My brother knew Kylie was his the instant he turned the magic number twenty-eight—an important year in all male vampires’ lives.
It’s the year the aging process slows down to about a fifth of a normal human.
But more importantly, it’s the year you lock in on your beloved and are capable of feeling the bond. It’s when destiny helps you find her.
But the elites’ bullshit games have destroyed most fated mate bonds from ever occurring.
They’ve spent the last century using their mighty influence to keep all the human women with the blood of the three to themselves—because it gives them all the power and control—and sending the rest of the balance all out of whack.
It used to be the blood of four, but one bloodline has already perished because of what the elites do.
Holland Thorne stinks up the room with his fake smiles and try-hard laughs as I look on from the shadows, and my impatience rears its ugly head. I swear, he’s such a slimy fucking prick. I reach my hand into the pocket of my dress slacks and grip the handle of my knife.

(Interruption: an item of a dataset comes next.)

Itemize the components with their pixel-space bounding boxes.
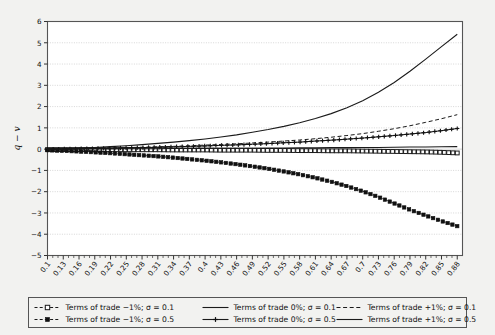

If I didn’t know I would be writing my own death sentence, I’d kill Holland myself, right here, right now.
I sigh and let go of the knife.
Surface-level, this event probably seems harmless, but that’s because it’s merely a preview for the real event. Soon, there will be an actual auction in New York where most of the women in this room will be sold off to the highest bidder.
The women circulate and smile and wave and giggle and flirt, while the men observe them.
It’s a slaughterhouse in silk gloves.
I can’t avoid the intention that seeps from the male attendees’ postures and movements and minds.
I can’t read their minds, but I can sense their intentions—what they want, what they’re planning to do, and what their motivations stem from.
It’s a gift—just like Cal’s hearing and Rook’s telepathy.
I’ve always had this power, and it’s served me well, for the most part.
But in a room like this, my mind is being throttled with disgusting selfishness, and, in most cases, downright evil intentions over and over.
Each man behind the mask, each elite vampire licking his lips over the females on display, is not here for love or romance. They are here to look at the inventory. And yes, that’s exactly what these women are to them—inventory.
Some have the blood of the three, and those are the most important to the elites. They give them the most power and the most pleasure, and they’re the only ones they can breed.
But they also just want human women with beauty and intelligence and whatever something special attracts the elites’ eyes. They can’t breed them because they don’t have the right bloodline, but they’ll use them in the name of keeping all the best for themselves.
Because that’s all these women are to them. Something to own. Something to use.
And trust me, what they do with that ownership is a thousand times worse than anyone can imagine.